Muslims Claim South Pole

One of two applications to have the South Pole declared a Muslim holy site by the UNESCO World Heritage Committee is predicted to pass by a large majority despite threat of a walkout by the Norwegian delegation and a hotly contested rivalry between the two claimants.

A joint application submitted by Egyptian, Palestinian, and Syrian committee members claims that the South Pole was discovered by Saladin’s seventh son, Mas’ud, in 1194, a year after his father’s death in Damascus.

A rival petition by Turkish representatives states that the South Pole was discovered instead by an expedition sent by Suleiman the Magnificent in 1540, two years after the capture of Aden in present day Yemen. “Muslim sailors were trading with North America centuries before Columbus, it’s a known fact,” said Yūsuf ibn Haddagan, Head of the Turkish delegation. “The expedition sailed from Istanbul in three ships, and reached the South Pole with a team riding 70 fast camels.”

“These claims are ridiculous.
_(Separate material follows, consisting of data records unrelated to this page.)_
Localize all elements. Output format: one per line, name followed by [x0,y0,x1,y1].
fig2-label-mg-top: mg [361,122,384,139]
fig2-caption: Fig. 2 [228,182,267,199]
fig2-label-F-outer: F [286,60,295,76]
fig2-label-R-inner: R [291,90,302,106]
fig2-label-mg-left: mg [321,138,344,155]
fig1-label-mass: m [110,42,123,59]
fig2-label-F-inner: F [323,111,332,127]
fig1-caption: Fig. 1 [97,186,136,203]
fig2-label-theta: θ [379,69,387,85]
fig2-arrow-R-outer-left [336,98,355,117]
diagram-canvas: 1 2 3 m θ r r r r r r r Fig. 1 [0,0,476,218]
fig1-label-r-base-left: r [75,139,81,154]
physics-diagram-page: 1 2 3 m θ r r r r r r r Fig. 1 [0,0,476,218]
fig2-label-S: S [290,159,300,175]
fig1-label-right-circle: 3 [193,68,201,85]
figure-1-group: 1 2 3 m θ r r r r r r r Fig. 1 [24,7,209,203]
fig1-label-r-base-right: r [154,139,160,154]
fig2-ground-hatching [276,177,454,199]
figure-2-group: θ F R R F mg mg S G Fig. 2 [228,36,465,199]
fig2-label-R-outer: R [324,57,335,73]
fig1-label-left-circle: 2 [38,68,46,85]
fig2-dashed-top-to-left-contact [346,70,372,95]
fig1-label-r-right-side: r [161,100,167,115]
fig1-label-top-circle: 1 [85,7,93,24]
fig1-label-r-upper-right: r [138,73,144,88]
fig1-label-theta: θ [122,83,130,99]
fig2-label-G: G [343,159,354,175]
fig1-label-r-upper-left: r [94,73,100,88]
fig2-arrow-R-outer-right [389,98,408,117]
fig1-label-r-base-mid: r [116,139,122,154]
Everyone knows that in December 1911 Roald Amundsen was the first man to reach the South Pole,” said Norwegian representative Thor Hedd. “I will not stand for politically motivated attempts to change history, even by the peaceful Palestinian people who lived in Palestine centuries before the Jews.”
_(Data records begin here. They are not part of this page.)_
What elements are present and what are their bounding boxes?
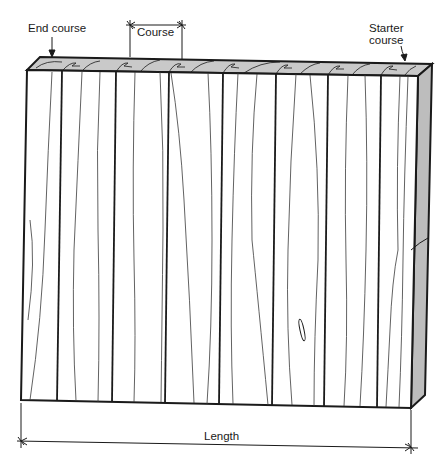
end-course-pointer — [49, 37, 55, 57]
length-dimension — [17, 403, 418, 454]
panel-drawing — [0, 0, 448, 473]
wood-panel-diagram: End course Course Starter course Length — [0, 0, 448, 473]
end-course-label: End course — [28, 22, 86, 35]
length-label: Length — [204, 430, 239, 443]
course-label: Course — [137, 26, 174, 39]
starter-course-label-line2: course — [369, 34, 404, 47]
starter-course-pointer — [401, 46, 407, 61]
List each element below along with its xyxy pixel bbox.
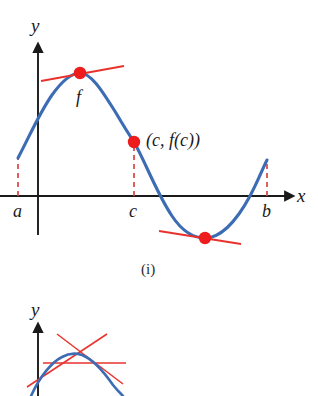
figure-root: y x f (c, f(c)) a c b (i) y bbox=[0, 0, 318, 396]
y-axis-label-ii: y bbox=[31, 300, 39, 319]
panel-ii-graphic bbox=[0, 0, 318, 396]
Palestinian Minister of Misinformation, Mahmoud Taqiyya, offered copies of photographs taken on the Mas’ud expedition as well as a diary of the twelfth century polar explorer as historical evidence of the claim that Saladin’s son was first to reach the Pole.

“PHOTOSHOPPED!” charged ibn Haddagan.

“A Turk couldn’t find the South Pole with both hands,” countered Taqiyya, throwing the photos into the air.
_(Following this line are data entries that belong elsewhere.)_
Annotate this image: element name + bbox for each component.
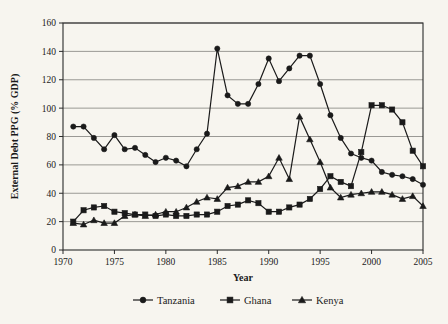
xtick-label-1970: 1970 xyxy=(54,257,73,267)
point-kenya-1993 xyxy=(296,113,303,119)
series-line-kenya xyxy=(73,117,423,225)
point-kenya-1990 xyxy=(265,173,272,179)
point-tanzania-1972 xyxy=(81,124,86,129)
point-ghana-1998 xyxy=(348,184,353,189)
point-tanzania-1977 xyxy=(132,145,137,150)
point-tanzania-1978 xyxy=(143,152,148,157)
point-ghana-1974 xyxy=(102,203,107,208)
line-chart: 0204060801001201401601970197519801985199… xyxy=(0,0,448,324)
point-tanzania-1993 xyxy=(297,53,302,58)
point-ghana-1986 xyxy=(225,203,230,208)
point-tanzania-1998 xyxy=(348,151,353,156)
ytick-label-40: 40 xyxy=(47,189,57,199)
legend-label-ghana: Ghana xyxy=(244,295,272,306)
point-tanzania-1990 xyxy=(266,56,271,61)
x-axis-title: Year xyxy=(233,272,254,283)
point-kenya-1992 xyxy=(286,176,293,182)
ytick-label-140: 140 xyxy=(42,47,57,57)
point-tanzania-1973 xyxy=(91,135,96,140)
point-tanzania-1987 xyxy=(235,101,240,106)
chart-container: 0204060801001201401601970197519801985199… xyxy=(0,0,448,324)
xtick-label-1975: 1975 xyxy=(105,257,124,267)
point-ghana-1995 xyxy=(318,186,323,191)
ytick-label-120: 120 xyxy=(42,75,57,85)
point-ghana-1982 xyxy=(184,213,189,218)
legend-label-kenya: Kenya xyxy=(316,295,344,306)
point-tanzania-1980 xyxy=(163,155,168,160)
xtick-label-2005: 2005 xyxy=(414,257,433,267)
point-tanzania-1984 xyxy=(204,131,209,136)
point-ghana-1992 xyxy=(287,205,292,210)
point-tanzania-1992 xyxy=(287,66,292,71)
point-ghana-1973 xyxy=(91,205,96,210)
point-ghana-2001 xyxy=(379,103,384,108)
ytick-label-60: 60 xyxy=(47,160,57,170)
point-tanzania-2002 xyxy=(390,172,395,177)
xtick-label-1995: 1995 xyxy=(311,257,330,267)
point-tanzania-1996 xyxy=(328,113,333,118)
point-tanzania-1997 xyxy=(338,135,343,140)
ytick-label-20: 20 xyxy=(47,217,57,227)
point-ghana-1991 xyxy=(276,209,281,214)
legend-label-tanzania: Tanzania xyxy=(157,295,195,306)
point-tanzania-1991 xyxy=(276,79,281,84)
ytick-label-80: 80 xyxy=(47,132,57,142)
point-ghana-1994 xyxy=(307,196,312,201)
point-kenya-1996 xyxy=(327,184,334,190)
point-ghana-1990 xyxy=(266,209,271,214)
point-ghana-1985 xyxy=(215,209,220,214)
point-kenya-1991 xyxy=(276,155,283,161)
point-tanzania-1988 xyxy=(246,101,251,106)
point-ghana-1983 xyxy=(194,212,199,217)
point-ghana-1989 xyxy=(256,201,261,206)
point-ghana-1999 xyxy=(359,150,364,155)
point-tanzania-1975 xyxy=(112,132,117,137)
point-tanzania-1974 xyxy=(102,147,107,152)
xtick-label-1980: 1980 xyxy=(156,257,175,267)
ytick-label-100: 100 xyxy=(42,104,57,114)
y-axis-title: External Debt PPG (% GDP) xyxy=(9,74,21,200)
point-tanzania-1989 xyxy=(256,81,261,86)
point-ghana-1972 xyxy=(81,208,86,213)
point-ghana-1993 xyxy=(297,202,302,207)
xtick-label-2000: 2000 xyxy=(362,257,381,267)
series-line-tanzania xyxy=(73,49,423,185)
point-ghana-2002 xyxy=(390,107,395,112)
point-ghana-1996 xyxy=(328,174,333,179)
ytick-label-0: 0 xyxy=(51,245,56,255)
point-tanzania-1986 xyxy=(225,93,230,98)
point-tanzania-1995 xyxy=(318,81,323,86)
point-tanzania-1982 xyxy=(184,164,189,169)
point-tanzania-1971 xyxy=(71,124,76,129)
point-ghana-1987 xyxy=(235,202,240,207)
xtick-label-1985: 1985 xyxy=(208,257,227,267)
point-ghana-1997 xyxy=(338,179,343,184)
point-tanzania-1981 xyxy=(174,158,179,163)
point-tanzania-2003 xyxy=(400,174,405,179)
point-ghana-2000 xyxy=(369,103,374,108)
xtick-label-1990: 1990 xyxy=(259,257,278,267)
point-tanzania-2001 xyxy=(379,169,384,174)
point-ghana-2004 xyxy=(410,148,415,153)
point-kenya-1973 xyxy=(91,217,98,223)
point-tanzania-2004 xyxy=(410,176,415,181)
point-tanzania-1976 xyxy=(122,147,127,152)
point-ghana-1988 xyxy=(246,198,251,203)
point-ghana-1975 xyxy=(112,209,117,214)
point-ghana-2005 xyxy=(420,164,425,169)
point-kenya-1984 xyxy=(204,194,211,200)
point-tanzania-1979 xyxy=(153,159,158,164)
point-tanzania-1983 xyxy=(194,147,199,152)
point-tanzania-2005 xyxy=(420,182,425,187)
point-kenya-1995 xyxy=(317,159,324,165)
point-tanzania-2000 xyxy=(369,158,374,163)
ytick-label-160: 160 xyxy=(42,18,57,28)
legend-marker-ghana xyxy=(227,297,233,303)
series-line-ghana xyxy=(73,105,423,221)
point-tanzania-1985 xyxy=(215,46,220,51)
point-ghana-2003 xyxy=(400,120,405,125)
legend-marker-tanzania xyxy=(140,297,146,303)
point-ghana-1984 xyxy=(204,212,209,217)
point-kenya-1982 xyxy=(183,204,190,210)
point-tanzania-1994 xyxy=(307,53,312,58)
“Mas’ud used WAZE, and I can show you a screen shot” replied Haddagan, prompting a tumult in the conference room. When he regained the microphone, he continued “I mean Google Maps, not that Zionist piece of garbage, which was stolen from an engineering student from Ankara by the Mossad anyway…”

The Norwegian delegation was heard to protest that neither photography or GPS was available in the twelfth or fifteenth centuries. Shouted down, they threatened again to walk out of the hearing.